FiO/LS Day 3: Computational photography, phase-space analysis and phase-retrieval

Much to the chagrin of FiO attendees, Tuesday morning started with gusty winds and rain. I and my friend had moved to a hotel 1 mile away from the conference venue. Deciding the best way to reach the venue in the down-pour took time and we missed Ramesh Raskar’s talk on computational photography :(

After finally making to the venue, I attended talks related to computational photography and microscopy, phase-space analysis and phase-retrieval. The trend I am likely to continue for the rest of the two days. There were quite a few I had to miss due to overlap. FiO is a great place to gather ideas from diverse backgrounds. I attended talks from computer scientists designing new computational photography methods, optical microscopists designing computational microscopy methods based on SLM, mathematicians pondering at basics of compressive sensing and phase-space analysis, and astronomers trying to retrieve phase-information about medium between earth and heavenly bodies. Such a mix has to be hard to find elsewhere.

It is interesting to ponder upon how these fields are inter-related: Computational microscopy and photography methods solve problems that are hard to solve with the traditional scheme of ‘acquire first and process later’. Some of these techniques benefit from acquiring light-fields rather than images.

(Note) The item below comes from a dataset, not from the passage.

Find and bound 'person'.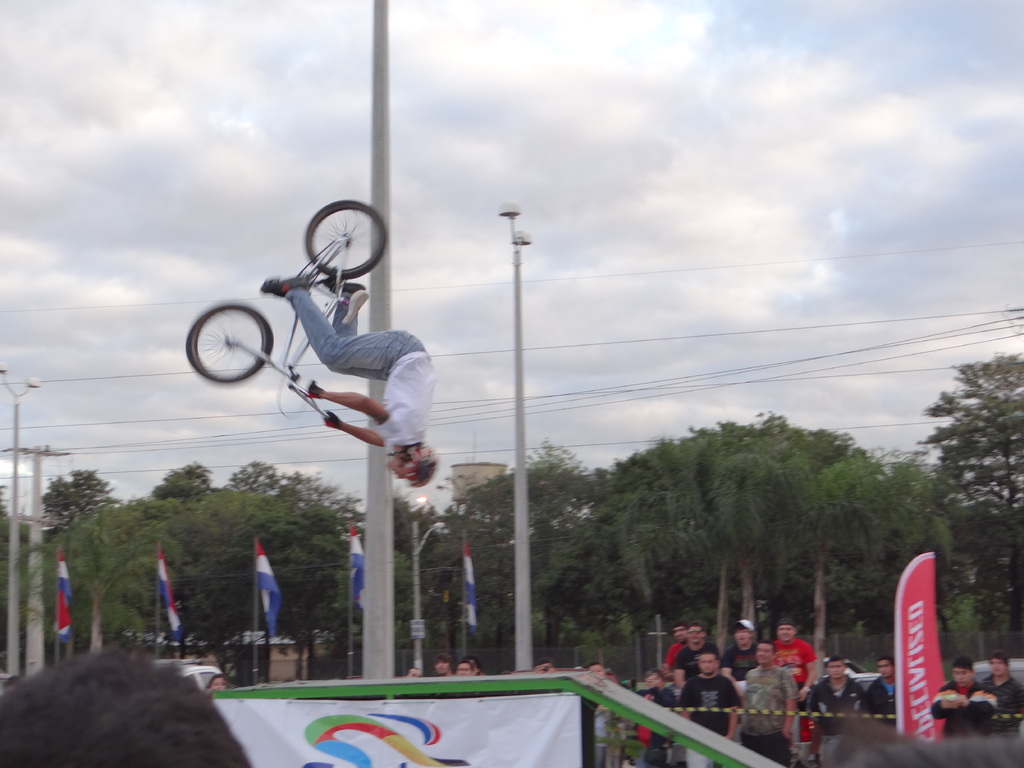
Bound: x1=260 y1=271 x2=440 y2=486.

Light-field is the distribution of intensity along space and angle and as we know an image is the distribution of intensity only along space. This notion makes it attractive for researchers in computational work to adopt phase-space analysis, which in effect describes optical phenomena in space and angle dimensions. Even though physical acquisition of light-fields may not be involved, there are problems where computation in phase-space *enables* processing tasks that cannot be performed otherwise. After one has acquired non-image but information-rich light-field (or other representation), one is faced with the task of recovering useful information. This is where reconstructions in computational methods and traditional phase-retrieval approaches from optics have parallels.

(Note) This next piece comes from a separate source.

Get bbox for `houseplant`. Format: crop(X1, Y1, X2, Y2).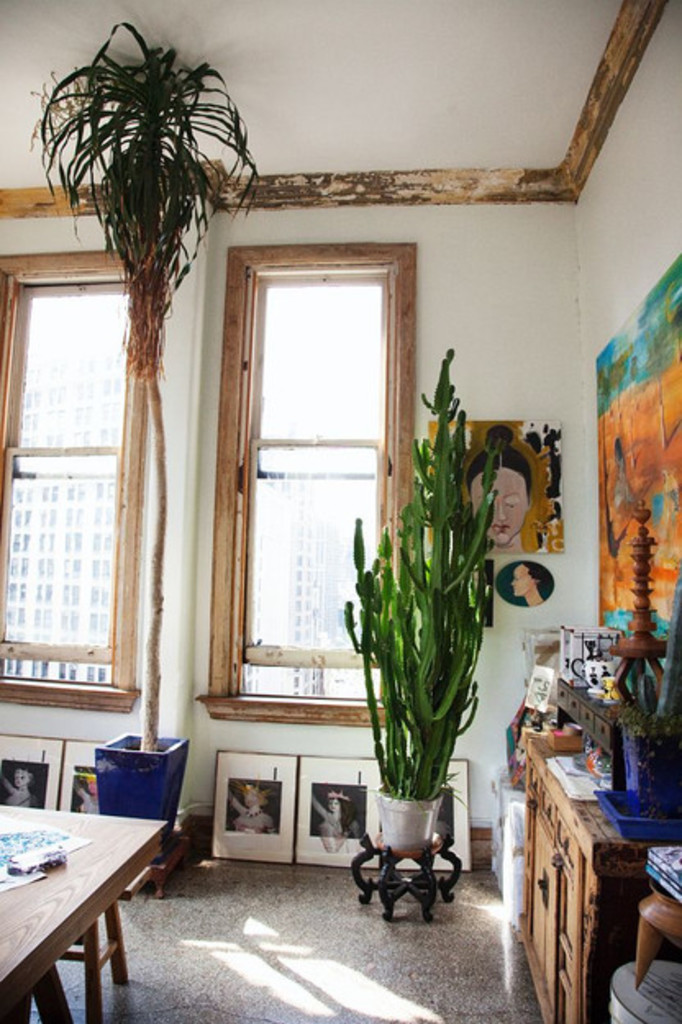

Let me note just one example from each field that illustrates above connections. These examples were picked because I relatively understood these ideas better than the others.

In the morning session, Fredo Durand (session: CTuB1), a computer scientist from MIT, gave an interesting talk about how one can think of variation of intensities in space and time in terms of light-fields. He took an example of deblurring one dimensional motion, which could be deblurred by imposing parabolic motion on the camera itself.

Immediately following that talk was the talk by Markus Testorf (CTuB2) in which he described how phase-space analysis can be used in design of computational imaging systems. He revived a notion of ‘The instrument function’ which describes what region of phase-space is acquired by an instrument.

In the afternoon was the talk by Monica Ritsch-Marte (FTuU1), in which she described several ways in which a spatial light modulator can be used in microscopic systems to design novel contrasts and to achieve phase-retrieval. Determining patterns that should be put on SLM to achieve certain point spread function of the imaging system and carrying out phase-retrieval requires use of algorithms developed in astronomy (e.g., Gerchberg – Saxton algorithm).